The courses themselves span an impressive range. Aquilaris Classic opens the amateur circuit as a beginner’s track but hides a genuinely tricky underwater shortcut section where the handling feels heavier and the turns tighten unexpectedly. Bumpy’s Breakers, also on Aquilaris, is a different proposition entirely — a tight, wet circuit named after the racer Ark “Bumpy” Roose, full of wave-compressed jumps that can wreck your line if you take them wrong. Ord Ibanna’s tracks cut through floating gas platforms over a storm-wracked planet, and the sight lines are deliberately compressed to make the gaps between platforms feel genuinely threatening. Executioner, the Oovo IV prison facility circuit, remains one of the most memorable tracks — a man-made course built into an asteroid, all industrial angles and sharp chicanes, where the backdrop of a literal prison gives the racing a particular grim texture.
Vehicle variety runs deeper than the film’s brief showcase suggested. Each of the 25 racers has distinct performance stats across categories like top speed, acceleration, traction, and cooling threshold. Sebulba handles like exactly what he is — powerful, difficult, on the edge of controllable — while someone like Ben Quadinaros starts slow enough that simply reaching the podium in his machine feels like an achievement.
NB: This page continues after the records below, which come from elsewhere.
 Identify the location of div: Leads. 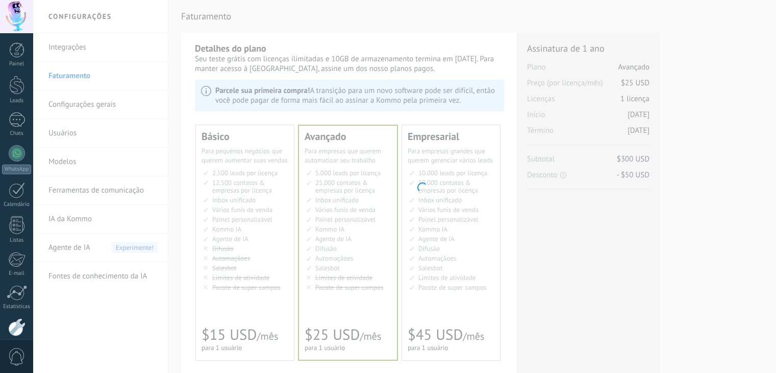
(17, 101).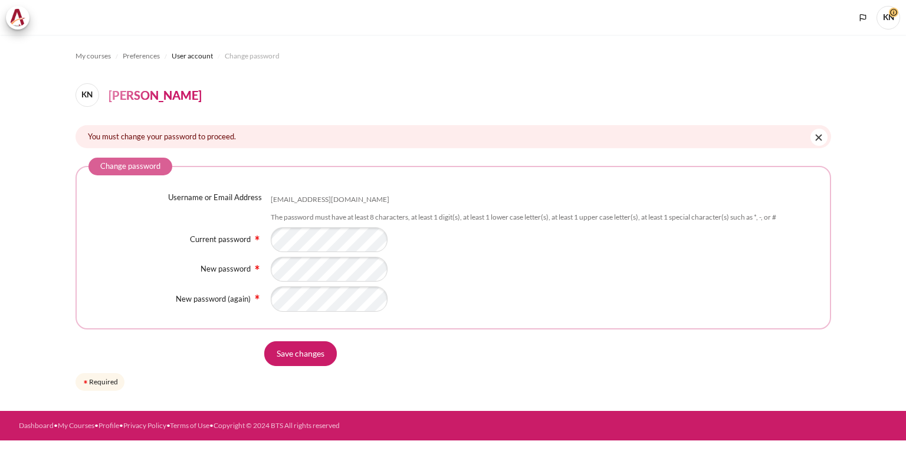  What do you see at coordinates (90, 95) in the screenshot?
I see `a: KN` at bounding box center [90, 95].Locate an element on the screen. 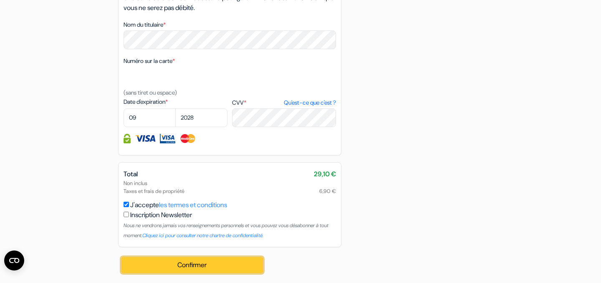 The image size is (601, 283). a: Qu'est-ce que c'est ? is located at coordinates (310, 103).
The upgrade economy through Watto’s shop means these are starting points, not fixed states. Spend enough truguts on cooling parts and you can boost aggressively on tracks where other pilots have to throttle back; invest in turning jets and the handling character of your pod changes noticeably. The system rewards replaying earlier circuits with better equipment, which was an unusual loop for a racing game in 1999.
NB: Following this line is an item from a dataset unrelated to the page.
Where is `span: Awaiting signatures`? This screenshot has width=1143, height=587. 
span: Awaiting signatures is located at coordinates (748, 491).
Multiplayer via split-screen is functional but not the mode that defines the game. This is fundamentally a single-player experience about progression and mastery, about moving through the Amateur, Semi-Pro, Galactic, and Invitational circuits until the courses get genuinely punishing and even fully upgraded pods require precise driving to win.
Why It Stands Out
What separated Racer from the franchise tie-in pile was LucasArts’s willingness to build a real game rather than a branded tech demo. The studio had done it before with Dark Forces and TIE Fighter, but those games had genre templates to build on. Pod racing was a one-scene concept that demanded original design thinking. The result has more in common with the best of F-Zero X’s philosophy — speed as the primary design material — than with any Star Wars game that preceded it, and the craft shows in details like the way each planet’s gravity and surface texture produces subtly different handling characteristics.
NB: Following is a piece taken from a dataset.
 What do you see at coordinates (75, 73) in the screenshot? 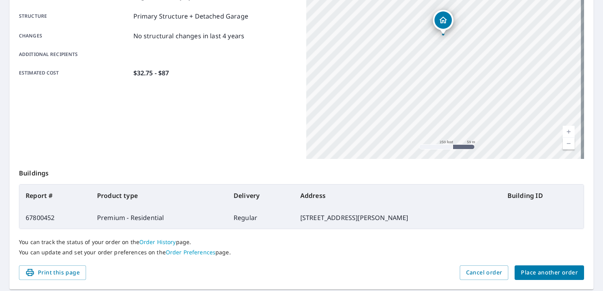
I see `p: Estimated cost` at bounding box center [75, 73].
The game also captured something the film itself missed: the sense that these are working-class gladiators, mechanics as much as athletes, maintaining machines that should not be alive at the speeds they’re traveling. Watto’s upgrade shop, the trugut economy, the specific parts from specific junk dealers — this universe was bigger and stranger than the film communicated, and Racer let players live inside it. That specificity, the fact that Ando Prime Centrum feels different from the Boonta Eve Classic in ways the game earns through design rather than cosmetics, is why the cartridge still has something to offer players who know exactly where racing games ended up twenty years later.